Since late November 2017, South Korea has looked to regulate cryptocurrency trading in domestic exchanges, including Bithumb, Coinone and Korbit, The Korea Herald reports. Now, trying to tame the wave of wild cryptocurrency speculation in the country, South Korea is imposing trade bans for minors and looking for ways to impose taxes on investment returns.
South Korea is the world’s third largest market in bitcoin trading, after Japan and the U.S., and the largest exchange market for ether, accounting for more than 33 percent of its market share, according to a recentMIT Technology Review report. The country is also home to two of the top 15 global digital-currency exchanges (Bithumb and Coinone) and believed to have about one million registered daily traders in virtual currencies, which is equivalent to about one out of every 50 citizens.
This is worrying the South Korean government. In September 2017, the country’s Financial Services Commission (FSC) ordered a ban on Initial Coin Offerings (ICOs). In November 2017, the head of South Korea’s Financial Supervisory Service said that the agency was monitoring cryptocurrency trading inside the country, and the country’s National Tax Agency revealed that it was considering a value-added tax, a capital gains tax or both on cryptocurrency trades. If the plan is implemented, South Korea will become one of the few countries to tax cryptocurrency-to-cash exchanges.
The government’s concern is also motivated by the risk of cyberattacks from the country’s rogue neighbor, North Korea. According to South Korea’s National Police Agency, North Korean hackers could be targeting South Korean bitcoin exchanges.
With these newest measures, North Korean banks that offer accounts for cryptocurrency trading will have to verify the identification of new account holders and prohibit minors from opening accounts. Woori Bank and Korea Development Bank will shut down virtual accounts offered to cryptocurrency exchanges before year-end, according to the banks.
The regulators will also bar financial institutions from investing in or obtaining cryptocurrencies, and is considering ways to oblige cryptocurrency exchange operators to verify users’ real names, strengthen storage security of encryption keys, and disclose purchase price and order volumes. The authorities will also take strong-handed punitive actions against the perpetrators of cryptocurrency-related scams.
In a press release, the government said that the new regulations were necessary “to prevent a general public without expertise from suffering losses by participating in virtual currency investments that have massive fluctuations.”
These issues were discussed on Wednesday, December 13, 2017, in a meeting presided over by Hong Nam-ki, minister of the Office for Government Policy coordination, and attended by officials from the ministries of justice, finance, and science and ICT, as well as from the Financial Services Commission, the Korea Communications Commission, the Fair Trade Commission and the National Tax Service.
While some news headlines are presenting this as a catastrophic development that will shut down the cryptocurrency industry in South Korea, the initiative of the South Korean authorities is in line with current trends toward stronger cryptocurrency regulations in China, Europe and the U.S.
“A right set of regulations will rather nurture the (virtual currency) market, and we would welcome that,” Bithumb representatives told Reuters, adding that such a code of conduct could add legitimacy to the market.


» **TASK DESCRIPTION**
Using the data below, return all lines in which "Around" appears.

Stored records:

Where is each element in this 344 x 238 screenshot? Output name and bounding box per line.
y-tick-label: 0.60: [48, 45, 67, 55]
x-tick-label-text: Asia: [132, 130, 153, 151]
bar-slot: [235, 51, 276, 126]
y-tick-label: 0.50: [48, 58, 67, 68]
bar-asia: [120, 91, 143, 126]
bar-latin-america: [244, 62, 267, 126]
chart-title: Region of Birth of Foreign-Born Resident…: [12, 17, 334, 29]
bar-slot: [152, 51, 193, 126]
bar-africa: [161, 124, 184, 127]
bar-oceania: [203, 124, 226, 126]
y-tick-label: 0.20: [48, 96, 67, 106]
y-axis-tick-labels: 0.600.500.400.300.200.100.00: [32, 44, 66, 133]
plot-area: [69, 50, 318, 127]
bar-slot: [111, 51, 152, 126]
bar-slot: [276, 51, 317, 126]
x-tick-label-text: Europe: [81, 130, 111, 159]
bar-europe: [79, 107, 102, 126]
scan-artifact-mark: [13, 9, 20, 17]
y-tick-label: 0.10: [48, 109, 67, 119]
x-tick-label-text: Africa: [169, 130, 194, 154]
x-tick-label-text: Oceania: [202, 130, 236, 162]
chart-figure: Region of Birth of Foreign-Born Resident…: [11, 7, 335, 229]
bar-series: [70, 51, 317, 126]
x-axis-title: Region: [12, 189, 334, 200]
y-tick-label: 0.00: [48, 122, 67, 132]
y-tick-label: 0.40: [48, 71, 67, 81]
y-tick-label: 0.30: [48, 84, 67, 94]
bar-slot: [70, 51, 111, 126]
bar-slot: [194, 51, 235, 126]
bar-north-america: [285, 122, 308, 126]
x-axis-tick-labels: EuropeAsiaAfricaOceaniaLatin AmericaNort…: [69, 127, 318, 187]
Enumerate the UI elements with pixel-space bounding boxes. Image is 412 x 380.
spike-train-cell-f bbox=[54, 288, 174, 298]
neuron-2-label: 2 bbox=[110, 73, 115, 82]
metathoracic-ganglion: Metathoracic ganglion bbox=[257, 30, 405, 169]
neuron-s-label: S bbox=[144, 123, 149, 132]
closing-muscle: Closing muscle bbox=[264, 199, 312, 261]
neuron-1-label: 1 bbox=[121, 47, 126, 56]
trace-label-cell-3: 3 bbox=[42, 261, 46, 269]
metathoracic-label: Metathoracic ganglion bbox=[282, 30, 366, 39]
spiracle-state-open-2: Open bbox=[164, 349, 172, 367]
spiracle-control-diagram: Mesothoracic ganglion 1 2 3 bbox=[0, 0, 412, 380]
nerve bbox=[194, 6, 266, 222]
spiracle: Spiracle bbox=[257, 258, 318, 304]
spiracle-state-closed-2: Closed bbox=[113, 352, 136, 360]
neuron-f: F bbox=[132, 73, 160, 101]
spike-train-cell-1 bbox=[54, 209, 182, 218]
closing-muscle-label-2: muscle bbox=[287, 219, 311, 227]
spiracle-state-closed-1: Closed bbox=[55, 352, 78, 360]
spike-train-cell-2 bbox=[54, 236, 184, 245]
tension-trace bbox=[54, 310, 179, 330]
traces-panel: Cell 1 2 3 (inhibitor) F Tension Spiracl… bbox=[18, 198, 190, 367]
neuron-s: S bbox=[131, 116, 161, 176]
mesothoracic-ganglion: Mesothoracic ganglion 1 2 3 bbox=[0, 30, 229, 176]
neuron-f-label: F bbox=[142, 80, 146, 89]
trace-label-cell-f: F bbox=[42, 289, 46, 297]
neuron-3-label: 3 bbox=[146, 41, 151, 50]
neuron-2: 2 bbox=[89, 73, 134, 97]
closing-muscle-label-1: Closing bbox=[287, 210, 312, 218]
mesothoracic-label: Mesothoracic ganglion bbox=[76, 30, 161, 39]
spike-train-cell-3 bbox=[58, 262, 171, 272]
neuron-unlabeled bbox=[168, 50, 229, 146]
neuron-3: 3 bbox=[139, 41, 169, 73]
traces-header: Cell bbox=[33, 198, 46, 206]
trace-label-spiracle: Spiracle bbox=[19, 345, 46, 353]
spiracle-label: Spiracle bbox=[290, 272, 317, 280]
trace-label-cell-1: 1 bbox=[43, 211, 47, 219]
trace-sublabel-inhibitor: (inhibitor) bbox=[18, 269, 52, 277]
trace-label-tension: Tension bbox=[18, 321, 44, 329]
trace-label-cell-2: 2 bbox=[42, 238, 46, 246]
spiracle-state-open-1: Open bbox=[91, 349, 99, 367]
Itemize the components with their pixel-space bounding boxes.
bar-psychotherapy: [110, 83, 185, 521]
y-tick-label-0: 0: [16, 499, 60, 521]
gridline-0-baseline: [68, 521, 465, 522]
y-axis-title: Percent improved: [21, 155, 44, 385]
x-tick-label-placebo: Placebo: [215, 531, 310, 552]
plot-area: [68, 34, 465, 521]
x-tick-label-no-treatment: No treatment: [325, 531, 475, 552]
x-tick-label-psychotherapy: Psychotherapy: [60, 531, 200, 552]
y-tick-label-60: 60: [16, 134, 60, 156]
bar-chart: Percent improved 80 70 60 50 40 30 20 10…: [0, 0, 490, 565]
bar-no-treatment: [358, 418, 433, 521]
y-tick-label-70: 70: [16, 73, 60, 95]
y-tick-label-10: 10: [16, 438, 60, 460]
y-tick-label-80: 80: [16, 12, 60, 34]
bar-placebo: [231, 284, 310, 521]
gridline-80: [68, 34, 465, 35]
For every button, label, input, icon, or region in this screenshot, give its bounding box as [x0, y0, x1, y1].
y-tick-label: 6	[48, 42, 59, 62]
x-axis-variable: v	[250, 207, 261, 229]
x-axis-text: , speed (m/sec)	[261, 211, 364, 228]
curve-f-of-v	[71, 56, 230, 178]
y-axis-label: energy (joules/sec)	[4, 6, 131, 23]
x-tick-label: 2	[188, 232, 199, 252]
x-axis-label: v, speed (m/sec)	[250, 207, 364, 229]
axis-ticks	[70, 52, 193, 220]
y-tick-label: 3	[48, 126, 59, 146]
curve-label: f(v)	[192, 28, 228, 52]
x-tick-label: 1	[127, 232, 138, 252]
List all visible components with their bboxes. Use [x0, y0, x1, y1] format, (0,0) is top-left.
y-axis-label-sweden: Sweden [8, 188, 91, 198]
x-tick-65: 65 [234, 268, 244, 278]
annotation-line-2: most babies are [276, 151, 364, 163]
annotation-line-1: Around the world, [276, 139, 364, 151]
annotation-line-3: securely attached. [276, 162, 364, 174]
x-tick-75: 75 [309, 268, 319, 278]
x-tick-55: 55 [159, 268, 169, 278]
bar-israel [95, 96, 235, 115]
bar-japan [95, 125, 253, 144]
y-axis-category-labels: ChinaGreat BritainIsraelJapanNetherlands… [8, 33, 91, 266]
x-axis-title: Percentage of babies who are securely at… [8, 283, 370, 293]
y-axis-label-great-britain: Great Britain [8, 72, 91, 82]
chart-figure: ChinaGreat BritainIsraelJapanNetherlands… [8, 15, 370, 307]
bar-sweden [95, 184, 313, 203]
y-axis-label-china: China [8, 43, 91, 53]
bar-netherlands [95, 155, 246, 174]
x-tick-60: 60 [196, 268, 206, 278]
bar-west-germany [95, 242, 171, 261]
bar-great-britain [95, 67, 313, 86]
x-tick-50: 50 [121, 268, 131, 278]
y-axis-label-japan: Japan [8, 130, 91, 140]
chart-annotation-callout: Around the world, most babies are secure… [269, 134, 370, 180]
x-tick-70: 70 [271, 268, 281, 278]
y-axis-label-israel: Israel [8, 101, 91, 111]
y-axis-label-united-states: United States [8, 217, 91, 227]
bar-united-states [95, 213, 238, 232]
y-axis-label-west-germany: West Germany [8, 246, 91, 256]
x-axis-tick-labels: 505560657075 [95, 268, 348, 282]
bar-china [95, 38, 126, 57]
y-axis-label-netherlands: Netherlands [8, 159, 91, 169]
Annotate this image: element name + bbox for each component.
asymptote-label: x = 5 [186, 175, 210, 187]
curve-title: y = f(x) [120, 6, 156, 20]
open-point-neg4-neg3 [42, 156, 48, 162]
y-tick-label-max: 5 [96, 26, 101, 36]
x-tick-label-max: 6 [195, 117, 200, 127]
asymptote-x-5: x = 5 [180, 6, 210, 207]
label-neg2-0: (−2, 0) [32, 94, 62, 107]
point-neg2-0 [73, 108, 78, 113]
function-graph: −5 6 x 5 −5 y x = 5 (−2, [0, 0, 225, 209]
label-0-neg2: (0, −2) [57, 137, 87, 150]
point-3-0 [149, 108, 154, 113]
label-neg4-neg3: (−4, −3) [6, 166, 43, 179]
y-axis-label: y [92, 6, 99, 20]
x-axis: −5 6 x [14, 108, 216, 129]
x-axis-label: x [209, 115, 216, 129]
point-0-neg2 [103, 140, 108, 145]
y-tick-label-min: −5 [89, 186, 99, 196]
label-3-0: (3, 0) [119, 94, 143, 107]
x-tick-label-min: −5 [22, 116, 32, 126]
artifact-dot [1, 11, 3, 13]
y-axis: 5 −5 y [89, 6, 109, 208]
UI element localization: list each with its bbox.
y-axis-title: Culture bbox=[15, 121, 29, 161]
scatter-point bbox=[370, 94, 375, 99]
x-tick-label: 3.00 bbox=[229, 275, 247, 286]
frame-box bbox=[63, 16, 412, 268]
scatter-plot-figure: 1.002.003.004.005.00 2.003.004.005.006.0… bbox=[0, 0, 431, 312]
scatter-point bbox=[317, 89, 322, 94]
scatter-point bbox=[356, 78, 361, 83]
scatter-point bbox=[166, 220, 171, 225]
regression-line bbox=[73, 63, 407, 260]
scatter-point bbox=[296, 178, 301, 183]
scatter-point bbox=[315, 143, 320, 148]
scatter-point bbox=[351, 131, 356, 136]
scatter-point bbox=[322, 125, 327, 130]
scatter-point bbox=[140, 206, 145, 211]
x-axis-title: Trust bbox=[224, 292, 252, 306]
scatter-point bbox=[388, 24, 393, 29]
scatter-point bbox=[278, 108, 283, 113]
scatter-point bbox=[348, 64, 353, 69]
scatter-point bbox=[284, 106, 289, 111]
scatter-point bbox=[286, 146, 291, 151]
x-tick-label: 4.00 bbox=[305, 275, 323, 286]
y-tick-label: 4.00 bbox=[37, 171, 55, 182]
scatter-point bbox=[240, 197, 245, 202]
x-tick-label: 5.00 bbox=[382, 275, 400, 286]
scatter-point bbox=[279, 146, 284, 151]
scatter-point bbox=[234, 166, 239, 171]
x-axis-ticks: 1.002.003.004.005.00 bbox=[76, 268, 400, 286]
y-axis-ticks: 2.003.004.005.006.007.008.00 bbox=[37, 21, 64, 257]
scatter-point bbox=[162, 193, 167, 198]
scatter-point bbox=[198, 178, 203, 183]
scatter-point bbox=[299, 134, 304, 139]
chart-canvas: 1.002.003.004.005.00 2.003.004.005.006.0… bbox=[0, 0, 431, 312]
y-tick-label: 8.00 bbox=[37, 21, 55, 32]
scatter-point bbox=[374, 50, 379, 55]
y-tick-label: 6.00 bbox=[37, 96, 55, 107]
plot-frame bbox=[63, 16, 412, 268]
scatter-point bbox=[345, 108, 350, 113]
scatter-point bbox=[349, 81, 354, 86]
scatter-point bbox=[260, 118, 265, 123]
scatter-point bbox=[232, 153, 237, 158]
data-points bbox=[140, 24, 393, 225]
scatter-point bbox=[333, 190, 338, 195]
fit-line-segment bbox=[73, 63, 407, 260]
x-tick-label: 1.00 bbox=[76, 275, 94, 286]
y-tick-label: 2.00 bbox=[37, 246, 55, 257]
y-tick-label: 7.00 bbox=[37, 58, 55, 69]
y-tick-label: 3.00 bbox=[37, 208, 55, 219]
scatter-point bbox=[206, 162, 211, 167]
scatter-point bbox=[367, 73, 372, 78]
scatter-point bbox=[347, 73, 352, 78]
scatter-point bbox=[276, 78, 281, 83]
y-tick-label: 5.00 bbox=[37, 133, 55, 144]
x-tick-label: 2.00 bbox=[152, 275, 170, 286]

» **SOLUTION**
annotation-line-1: Around the world, [276, 139, 364, 151]
chart-annotation-callout: Around the world, most babies are secure… [269, 134, 370, 180]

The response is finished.